By: Ethan A. Huff
Source: NaturalNews.com

There is currently no known threat of a bioterrorism attack, let alone any sort of tangible threat of widespread anthrax poisoning. And yet a group of advisers to the federal government’s National Biodefense Science Board (NBSB) are now suggesting that healthy children be injected with an untested anthrax vaccine just to see if it offers any sort of protection from anthrax poisoning.

This outlandish proposal marks a new low in the federal government’s public display of respect for human life, and is one that many are decrying as completely unethical and just plain dangerous. And yet the Obama administration’s NBSB is very seriously considering approving it, and will vote on it this upcoming Friday.

Daniel B. Fagbuyiof from the Children’s National Medical Center in Washington, DC, recently tried to defend the proposal to the Washington Post (WP) by generating fear about a potential future biological attack. He alleges that if children do not get the vaccine now for research purposes, they will end up getting an untested version of it later.

But not everyone is buying into the fear-mongering, including Joel Frader, a pediatrician and bioethicist from Northwestern University’s Feinberg School of Medicine. He and others suggest that any proposal to use healthy children as vaccine guinea pigs is absurd, and that “it would be difficult to justify testing

[the vaccine] on kids simply on the hypothetical possibility that there might be an attack.”

The other issue is that the same vaccine, which has already been tested on adults and administered to military servicemen, leaves much to be desired in the effectiveness department. It is also linked to causing serious health conditions such as hearing loss, neurological problems, and Guillain-Barre syndrome.

“Unlike measles, mumps and other diseases, the chance that children will be exposed to anthrax is theoretical, making the risk-benefit calculus of testing a vaccine on them much more questionable,” wrote Rob Stein from WP concerning the vaccine.

“There are serious questions about the vaccine’s effectiveness in adults as well as concerns about sometimes serious complications among those vaccinated in the military. A variety of complications have been reported, including nervous system and autoimmune disorders.”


### Work item
Each line of the data below that includes the string "going" must be copied.

_ _ _ _ _

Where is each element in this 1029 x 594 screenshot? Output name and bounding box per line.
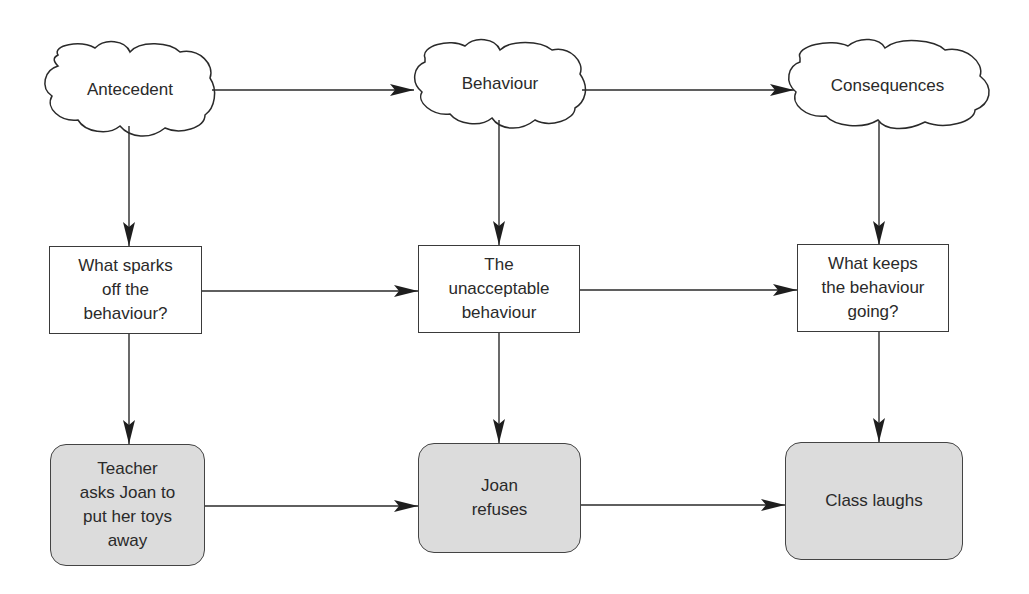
box-label: Joan refuses [472, 474, 528, 522]
box-consequences-question: What keeps the behaviour going? [797, 244, 949, 332]
box-antecedent-example: Teacher asks Joan to put her toys away [50, 444, 205, 566]
box-label: Teacher asks Joan to put her toys away [80, 457, 175, 553]
box-antecedent-question: What sparks off the behaviour? [49, 246, 202, 334]
box-label: What sparks off the behaviour? [78, 254, 172, 326]
cloud-behaviour: Behaviour [425, 64, 575, 104]
box-label: The unacceptable behaviour [448, 253, 549, 325]
box-label: Class laughs [825, 489, 922, 513]
cloud-antecedent: Antecedent [55, 70, 205, 110]
box-consequences-example: Class laughs [785, 442, 963, 560]
box-behaviour-example: Joan refuses [418, 443, 581, 553]
box-behaviour-question: The unacceptable behaviour [418, 245, 580, 333]
cloud-consequences: Consequences [795, 66, 980, 106]
box-label: What keeps the behaviour going? [821, 252, 924, 324]
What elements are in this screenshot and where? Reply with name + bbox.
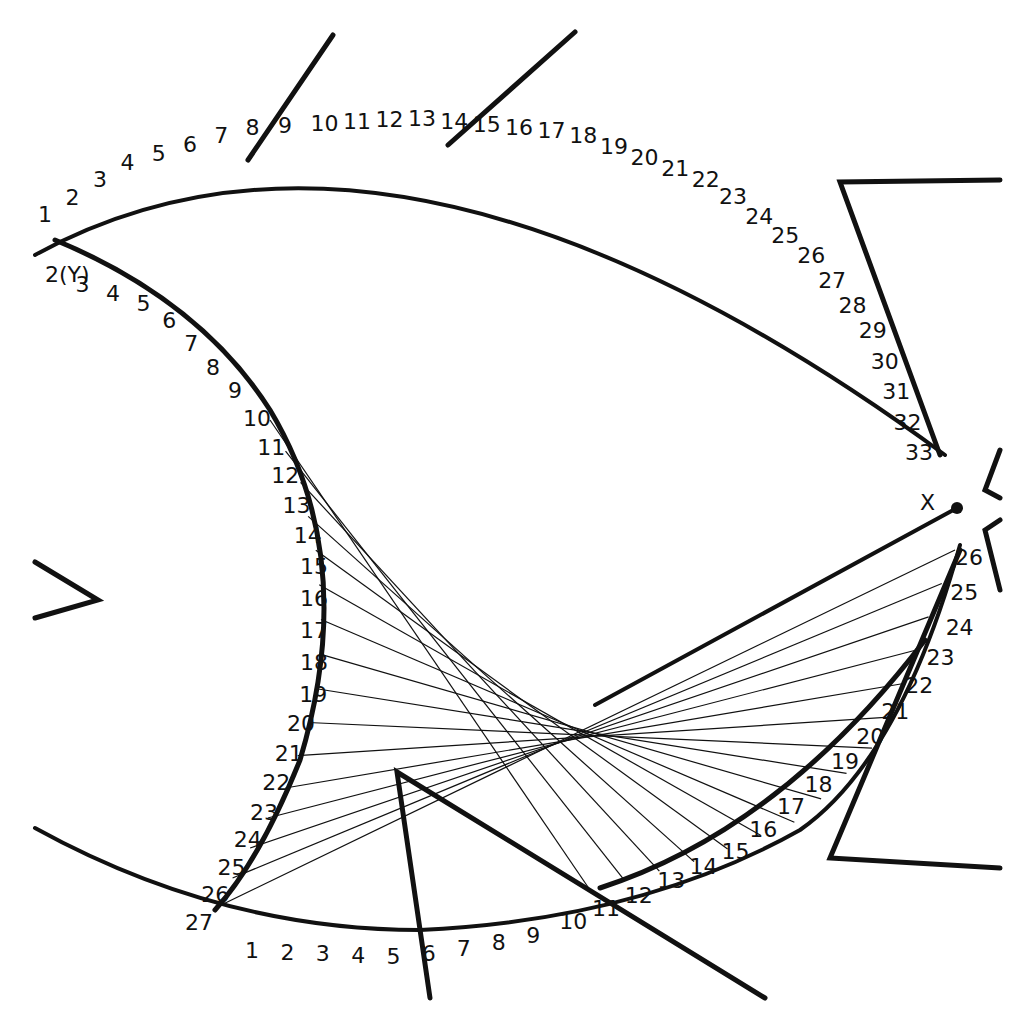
top-arc-label: 32 — [894, 410, 922, 435]
left-arc-label: 14 — [294, 523, 322, 548]
top-arc-label: 7 — [214, 123, 228, 148]
left-arc-label: 21 — [275, 741, 303, 766]
bottom-arc-label: 17 — [777, 794, 805, 819]
left-arc-label: 13 — [282, 493, 310, 518]
left-arc-label: 22 — [262, 770, 290, 795]
bottom-arc-label: 12 — [625, 883, 653, 908]
left-arc-label: 4 — [106, 281, 120, 306]
top-arc-label: 23 — [719, 184, 747, 209]
top-arc-label: 1 — [38, 202, 52, 227]
bold-line-top-left — [248, 35, 333, 160]
string-art-diagram: 1234567891011121314151617181920212223242… — [0, 0, 1029, 1026]
top-arc-label: 28 — [838, 293, 866, 318]
bottom-arc-label: 16 — [749, 817, 777, 842]
top-arc-label: 21 — [661, 156, 689, 181]
string-line — [308, 516, 694, 861]
bottom-arc-label: 24 — [946, 615, 974, 640]
bold-chevron-left — [35, 562, 98, 618]
left-arc-label: 5 — [137, 291, 151, 316]
bottom-arc-label: 25 — [950, 580, 978, 605]
left-arc-label: 9 — [228, 378, 242, 403]
bottom-arc-label: 18 — [805, 772, 833, 797]
left-arc-label: 8 — [206, 355, 220, 380]
left-arc-label: 6 — [162, 308, 176, 333]
top-arc-label: 17 — [537, 118, 565, 143]
top-arc-label: 3 — [93, 167, 107, 192]
bottom-arc-label: 7 — [457, 936, 471, 961]
string-line — [250, 617, 928, 848]
top-arc-label: 6 — [183, 132, 197, 157]
top-arc-label: 19 — [600, 134, 628, 159]
left-arc-label: 11 — [257, 435, 285, 460]
string-line — [321, 619, 794, 822]
left-arc-label: 26 — [201, 882, 229, 907]
bottom-arc-label: 15 — [722, 839, 750, 864]
left-arc-label: 3 — [76, 272, 90, 297]
bold-chevron-right-top — [985, 450, 1000, 498]
bottom-arc-label: 26 — [955, 545, 983, 570]
top-arc-label: 15 — [473, 112, 501, 137]
top-arc-label: 16 — [505, 115, 533, 140]
bottom-arc-label: 5 — [387, 944, 401, 969]
top-arc-label: 4 — [120, 150, 134, 175]
bottom-arc-label: 21 — [881, 699, 909, 724]
top-arc-label: 30 — [871, 349, 899, 374]
left-arc-label: 25 — [218, 855, 246, 880]
bottom-arc-label: 2 — [280, 940, 294, 965]
top-arc-label: 11 — [343, 109, 371, 134]
top-arc-label: 33 — [905, 440, 933, 465]
top-arc-label: 26 — [797, 243, 825, 268]
bottom-arc-label: 4 — [351, 943, 365, 968]
bottom-arc-label: 8 — [492, 930, 506, 955]
top-arc-label: 9 — [278, 113, 292, 138]
bottom-arc-label: 20 — [856, 724, 884, 749]
top-arc-label: 31 — [882, 379, 910, 404]
bottom-arc-label: 14 — [690, 854, 718, 879]
left-arc-label: 18 — [300, 650, 328, 675]
top-arc-label: 12 — [375, 107, 403, 132]
bottom-arc-label: 11 — [592, 896, 620, 921]
bottom-arc-label: 22 — [905, 673, 933, 698]
bottom-arc-label: 23 — [927, 645, 955, 670]
left-arc-label: 15 — [300, 554, 328, 579]
top-arc-label: 22 — [692, 167, 720, 192]
point-x-label: X — [920, 490, 935, 515]
bottom-arc-label: 6 — [422, 941, 436, 966]
top-arc-label: 24 — [745, 204, 773, 229]
left-arc-label: 17 — [300, 618, 328, 643]
left-arc-label: 19 — [299, 682, 327, 707]
left-arc-label: 20 — [287, 711, 315, 736]
bottom-arc-label: 1 — [245, 938, 259, 963]
bottom-arc-label: 9 — [526, 923, 540, 948]
top-arc-label: 10 — [311, 111, 339, 136]
left-arc-label: 7 — [184, 331, 198, 356]
top-arc-label: 29 — [859, 318, 887, 343]
string-line — [319, 585, 761, 836]
top-arc-label: 5 — [152, 141, 166, 166]
top-arc-label: 13 — [408, 106, 436, 131]
bold-line-x-to-left — [595, 508, 957, 705]
left-arc-label: 12 — [271, 463, 299, 488]
left-arc-label: 16 — [300, 586, 328, 611]
left-arc-label: 24 — [234, 827, 262, 852]
top-arc-label: 25 — [771, 223, 799, 248]
top-arc-label: 2 — [65, 185, 79, 210]
top-arc-label: 14 — [440, 109, 468, 134]
left-arc-label: 27 — [185, 910, 213, 935]
bold-chevron-right-bottom — [985, 520, 1000, 590]
bottom-arc — [35, 545, 960, 930]
top-arc-label: 20 — [631, 145, 659, 170]
top-arc-label: 27 — [818, 268, 846, 293]
top-arc-label: 8 — [246, 115, 260, 140]
left-arc-label: 10 — [243, 406, 271, 431]
bottom-arc-label: 13 — [657, 868, 685, 893]
bottom-arc-label: 3 — [316, 941, 330, 966]
top-arc-label: 18 — [569, 123, 597, 148]
left-arc-label: 23 — [250, 800, 278, 825]
bottom-arc-label: 10 — [559, 909, 587, 934]
string-line — [286, 451, 625, 880]
bottom-arc-label: 19 — [831, 749, 859, 774]
point-x-dot — [951, 502, 963, 514]
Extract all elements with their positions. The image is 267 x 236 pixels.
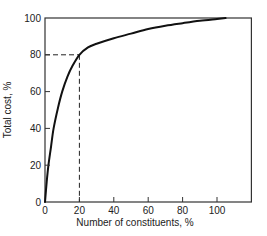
pareto-chart: 020406080100 020406080100 Number of cons…: [0, 0, 267, 236]
series-line: [45, 18, 226, 202]
plot-frame: [45, 18, 251, 202]
y-tick-label: 0: [35, 197, 41, 208]
y-tick-label: 20: [30, 160, 42, 171]
cost-curve: [45, 18, 226, 202]
x-axis-label: Number of constituents, %: [76, 217, 193, 228]
y-tick-label: 60: [30, 86, 42, 97]
y-tick-label: 40: [30, 123, 42, 134]
reference-guides: [45, 55, 79, 202]
y-tick-label: 80: [30, 49, 42, 60]
x-axis-ticks: 020406080100: [42, 197, 226, 216]
y-axis-label: Total cost, %: [2, 82, 13, 139]
x-tick-label: 40: [108, 205, 120, 216]
x-tick-label: 100: [209, 205, 226, 216]
x-tick-label: 60: [143, 205, 155, 216]
x-tick-label: 80: [177, 205, 189, 216]
plot-border: [45, 18, 251, 202]
y-tick-label: 100: [24, 13, 41, 24]
x-tick-label: 20: [74, 205, 86, 216]
x-tick-label: 0: [42, 205, 48, 216]
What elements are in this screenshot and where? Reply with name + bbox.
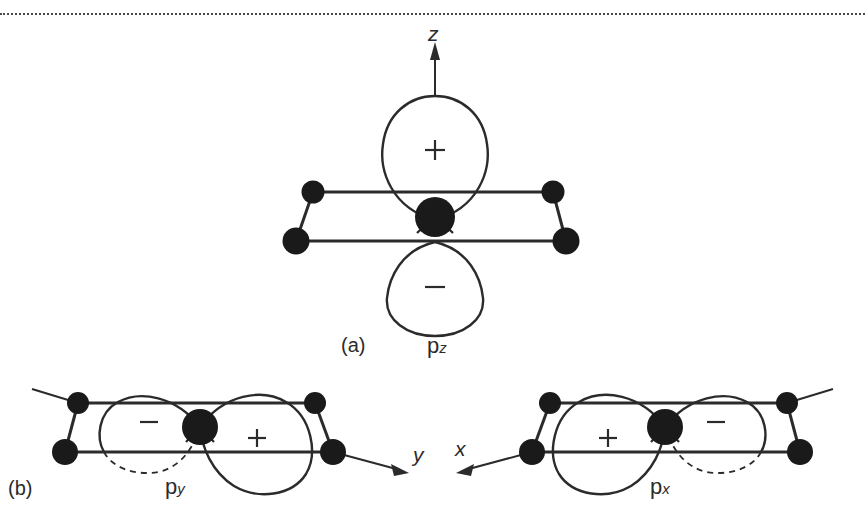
- orbital-label-py-base: p: [165, 474, 177, 499]
- diagram-panel-b-py: [0, 372, 430, 530]
- corner-atom: [787, 439, 813, 465]
- panel-label-a: (a): [341, 334, 365, 357]
- pz-orbital-svg: [255, 20, 615, 340]
- px-orbital-svg: [430, 372, 865, 530]
- corner-atom: [776, 392, 798, 414]
- corner-atom: [67, 392, 89, 414]
- sign-plus-left: [599, 429, 617, 447]
- corner-atom: [542, 181, 565, 204]
- diagram-panel-a-pz: [255, 20, 615, 340]
- diagram-panel-b-px: [430, 372, 865, 530]
- axis-label-x: x: [455, 437, 466, 461]
- orbital-label-py-subscript: y: [177, 480, 185, 497]
- orbital-label-px: px: [650, 474, 670, 500]
- figure-page: (a) (b) pz py px z y x: [0, 0, 865, 530]
- sign-plus-right: [248, 429, 266, 447]
- axis-label-z: z: [428, 22, 439, 46]
- py-orbital-svg: [0, 372, 430, 530]
- orbital-label-pz-base: p: [427, 333, 439, 358]
- corner-atom: [52, 439, 78, 465]
- central-atom: [182, 409, 218, 445]
- orbital-label-px-subscript: x: [662, 480, 670, 497]
- central-atom: [415, 197, 455, 237]
- corner-atom: [539, 392, 561, 414]
- panel-label-b: (b): [8, 477, 32, 500]
- central-atom: [647, 409, 683, 445]
- corner-atom: [320, 439, 346, 465]
- orbital-label-pz: pz: [427, 333, 447, 359]
- corner-atom: [283, 228, 310, 255]
- orbital-label-py: py: [165, 474, 185, 500]
- orbital-label-px-base: p: [650, 474, 662, 499]
- orbital-label-pz-subscript: z: [439, 339, 447, 356]
- corner-atom: [304, 392, 326, 414]
- corner-atom: [519, 439, 545, 465]
- axis-label-y: y: [413, 443, 424, 467]
- dotted-divider: [0, 13, 865, 15]
- lobe-minus-below: [387, 242, 483, 336]
- corner-atom: [553, 228, 580, 255]
- corner-atom: [302, 181, 325, 204]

_ _ _ _ _

### Solved problem
box-consequences-question: What keeps the behaviour going? [797, 244, 949, 332]
box-label: What keeps the behaviour going? [821, 252, 924, 324]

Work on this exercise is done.